Help us expand – rights
We aim to measure all human rights
HRMI’s aim is to measure country performance at fulfilling every set of human rights contained in international treaties.
We have started with the rights contained in the international Bill of Rights – the Universal Declaration of Human Rights, the International Covenant on Civil and Political Rights and the International Covenant on Economic, Social, and Cultural Rights.
We have now produced detailed, robust metrics for 5 economic and social rights and 8 groups of civil and political rights, which are available on our Rights Tracker.
We have now also begun work on measuring:
- Rights of children; CRC (see our proposal)
- Freedom of religion and belief
What other human rights are there?
There are plenty more treaties to track.
In the future, we want to begin new workstreams to measure how well countries perform on many other rights or issues, including:
- Women’s rights; CEDAW (see our proposal)
- Sexual orientation, gender identity and expression, and sex characteristics (SOGIESC) rights.
- Racial discrimination; ICERD
- Rights of refugees, asylum seekers, displaced persons
- Trials, justice, due process
- Labour rights
- Impunity
- Climate crisis and human rights
- Statelessness
- Rights of persons with disabilities; CRPD
- Rights of indigenous peoples; UNDRIP
Do you want to be involved?
If you have expertise, as a human rights practitioner or academic, in any of these areas, we would love to partner with you in the future.
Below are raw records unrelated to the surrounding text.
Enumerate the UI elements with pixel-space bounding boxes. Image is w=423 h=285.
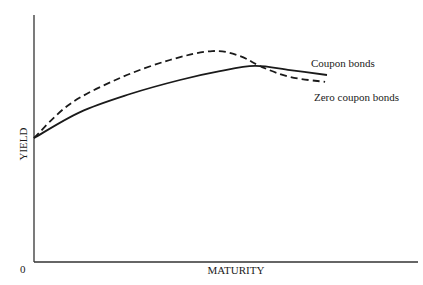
origin-label: 0 (20, 263, 26, 275)
x-axis-label: MATURITY (208, 264, 265, 276)
series-line-zero-coupon-bonds (34, 51, 325, 138)
series-line-coupon-bonds (34, 66, 327, 138)
annotation-coupon-bonds: Coupon bonds (311, 57, 375, 69)
y-axis-label: YIELD (17, 127, 29, 160)
annotation-zero-coupon-bonds: Zero coupon bonds (314, 91, 399, 103)
yield-curve-chart: 0 MATURITY YIELD Coupon bonds Zero coupo… (0, 0, 423, 285)
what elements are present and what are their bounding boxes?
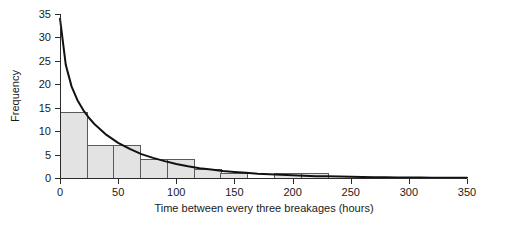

There are many different ways you could be involved.
The two things we need for any of these new projects to begin are:
- An academic lead
- Funding
Either one might come first.
Once those two crucial elements are in place, we would almost certainly hold an international co-design workshop to get input from practitioners and academics from all over the world, as to what’s needed, and what can work.
If you are keen for HRMI to expand to provide data on your area of human rights, you can help in any of these ways:
- Become the academic lead for a new workstream. For most areas, this is likely to be a scholar at a university or other research institution, and this project would be their main scholarly/research focus for the next few years (at least). They could be freelance if the project attracted enough funding to include their salary/fee.
- Suggest someone else to be the academic lead.
- Help develop the new metrics once the work has started, perhaps by attending the co-design workshop.
- Suggest a source of funding for a new area of research.
- Collaborate with HRMI on a co-application for funding the expansion (we have some ideas for where we might apply, but we know that collaborative applications often have a higher chance of success).
- Use our existing data in your own work (we’d love to help you do that).
- Tell your colleagues about our work.
- Tell colleagues and funders that there is a need for better data in your area of interest, and that HRMI can help fill the gap.
- Follow us on Twitter, YouTube, LinkedIn, and Facebook, and share our posts so more people discover how our data can be useful for their work.
What else do you need to know?
HRMI is an independent, non-profit, global collaboration of academics and practitioners.
We have strong guiding values of collaboration, usefulness, rigour, transparency, innovation, and independence.
We work in a non-hierarchical way. A new lead would be responsible for their workstream, and free to move it forward, with support from the wider HRMI team.
Funding for staff on a new workstream would have to be raised along the way as part of the project: there is no existing budget for new work.
New team members can be based anywhere in the world. HRMI is headquartered in Wellington, New Zealand, with another base of operations at the University of Georgia, in the United States. We work with people in many other countries, so we are used to being a globally distributed team.
We welcome new team members from any part of the world. We warmly welcome people from the Global South, and from under-represented groups to join us on the team.
The working language among the team is English.
HRMI is doing exciting, cutting-edge work to improve people’s lives. We would love to have more people join us.
What’s the next step?
Take a look at what we’ve already done, then get in touch!